COP27 and the need to move faster together

23 Nov 2022

At the end of COP26 in Glasgow last year, we concluded that some progress had been made, but the rate of progress was not fast enough (LINK Thinks blog 22 November 2021).

Another 12 months into the decade when a real and accelerated effective change is needed, has COP27 delivered?

In a single lifetime, we have put 1.5 x more carbon into the atmosphere. And we have halved the extent of remaining wilderness in the world. These are grim statistics. But are they moving the world’s politicians into more effective action to change our course?

Although we heard renewed commitment to 1.5oC,  we didn’t see the level of commitment to actions needed to achieve that. The commitments to accelerate efforts to phase ‘down’ coal and fossil fuel subsidies still lag behind business, technological and civic society shifts to renewable energy. Immediate action to reduce emissions drastically was not addressed. This reluctance looks like more of a sop to fossil fuel lobbying than scientific evidence and civic needs.

The loss and damage funding, and the Santiago Network for Loss and Damage, are good moves forward, although slower than needed given the missed 2020 targets on climate finance. And the Forest and Climate Leaders’ Partnership launch aiming to halt forest loss and land degradation by 2030 is helpful.
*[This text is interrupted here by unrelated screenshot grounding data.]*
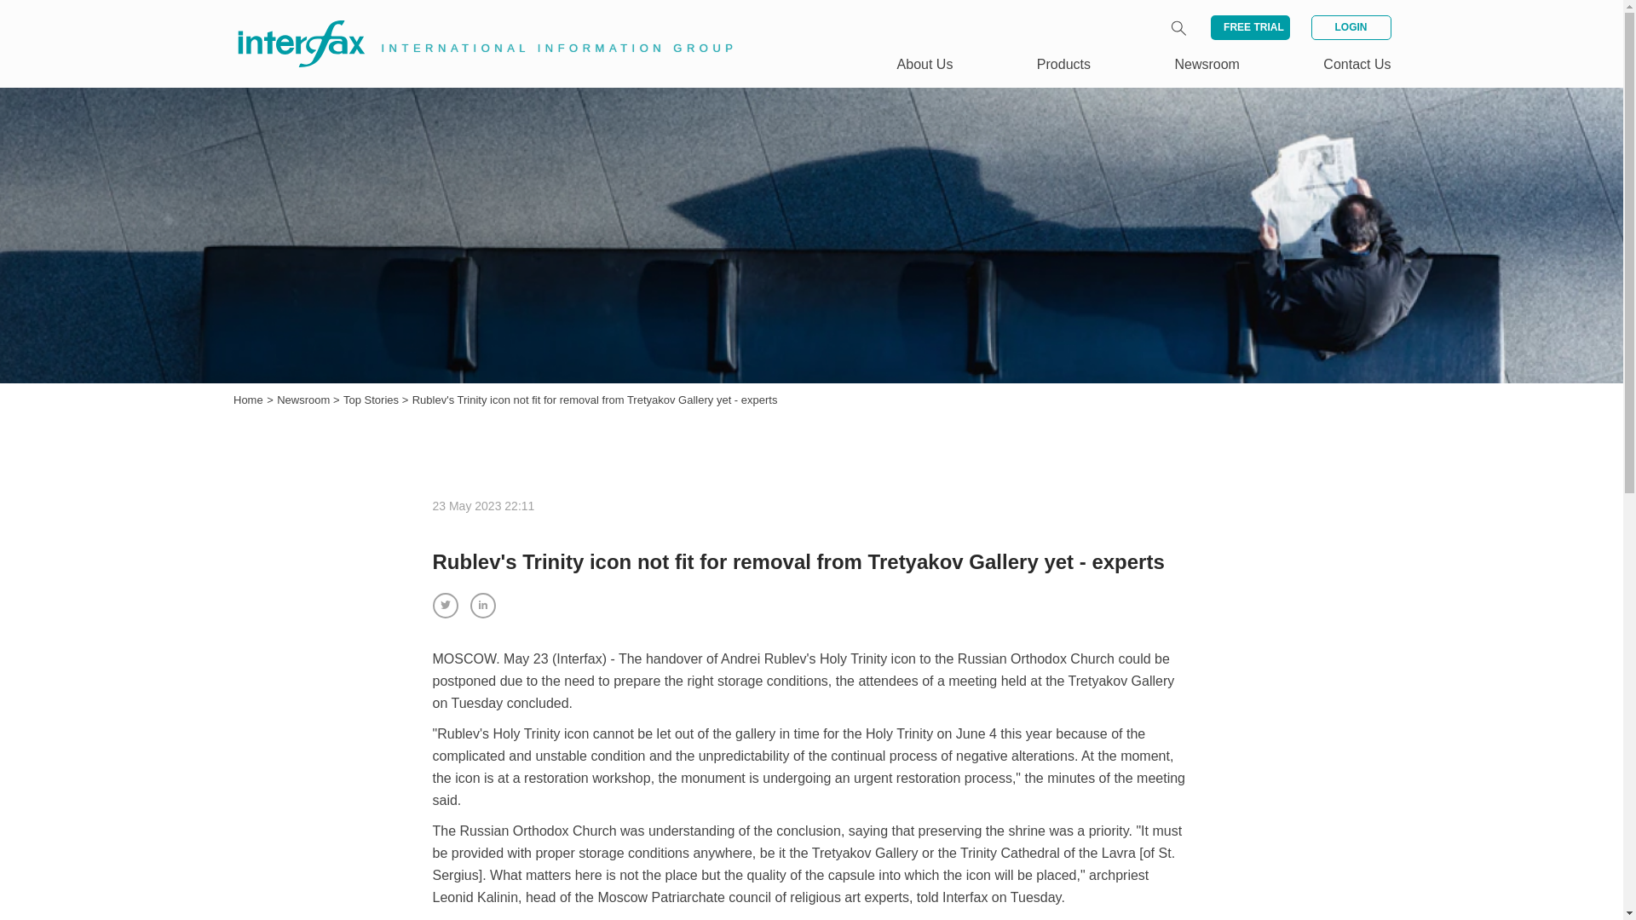 The height and width of the screenshot is (920, 1636). Describe the element at coordinates (925, 64) in the screenshot. I see `About Us` at that location. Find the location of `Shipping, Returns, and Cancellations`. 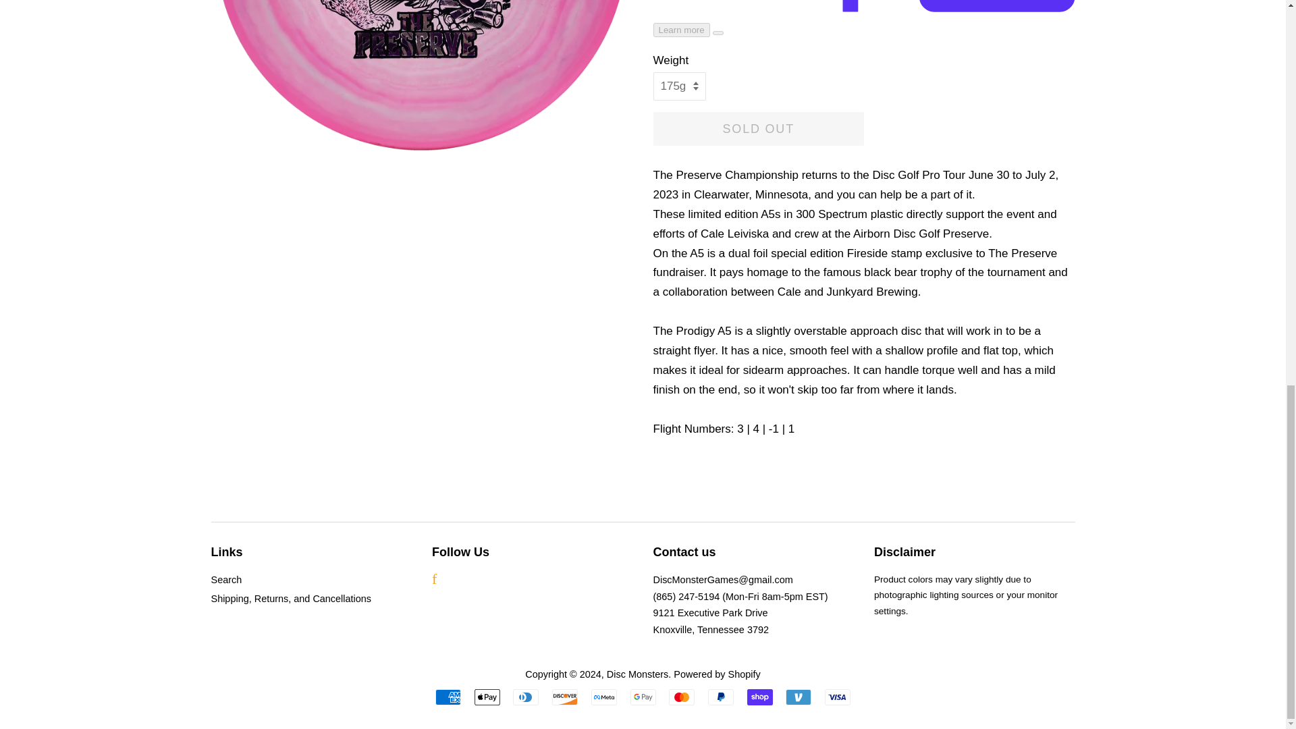

Shipping, Returns, and Cancellations is located at coordinates (290, 599).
But COP needs to move with the changing times: it needs to move beyond its original purpose of international negotiation much more towards the purpose of delivering implementation and accountability. Indeed, implementation, the theme of this year’s COP27, requires a lot more cooperation than we’ve seen as well as the courage to map out and action everything we can do better.

Cooperation and implementation works across COPs too: nature didn’t really figure in this year’s COP. Unlike in Glasgow, where nature was seen as a key element for action, this year, despite COP15, the biodiversity COP, being just weeks away, it did not really feature.

The climate crisis and the biodiversity crisis are one and the same thing: you can’t reach net zero without nature and you can’t halt nature loss without meeting net zero. Why then was nature largely absent from COP27? We urgently need joined up action and ambition to cut emissions and to halt and reverse the ongoing catastrophic biodiversity loss and species extinction. That requires a change in mind set. We need to move out of our silos tackling one problem at a time – we need to find a way for systemic change, built on collaboration and cooperation. We need to work together  to achieve justice and access to a safe climate and thriving and resilient ecosystems for the people of today and for future generations.

That leaves a big job for COP15 in Montreal in December. Agreeing the international global targets to halt the loss of nature by 2030 and restore nature by 2050 will take us a long way: we will be able to measure our actions, learn lessons on what works and what doesn’t and act accordingly. But success will depend on even greater ambitions to work together, to collaborate across borders to limit nature loss across the world, to reduce the world’s reliance on natural resources and to move instead towards a global circular economy where natural resources are only used at the rate at which they are replaced.

And therein lies the big unspoken issue. Exponential changes in carbon emissions and loss of wilderness have happened in just 80 years. But forests take 100s of years to grow to maturity, peatlands and coral reefs take 1000s of years to reach full functionality. What humans do in a few decades, nature takes millennia. Ironically, that means humans have to change very quickly to match our rates of consumption to the natural world’s rate of accumulation: we need to speed up moving towards a much much slower rate of use. And we need to do that within a decade.   

Join us back here on LINK Thinks for COP15, when we’ll be sharing more thoughts on the negotiations in Montreal in December.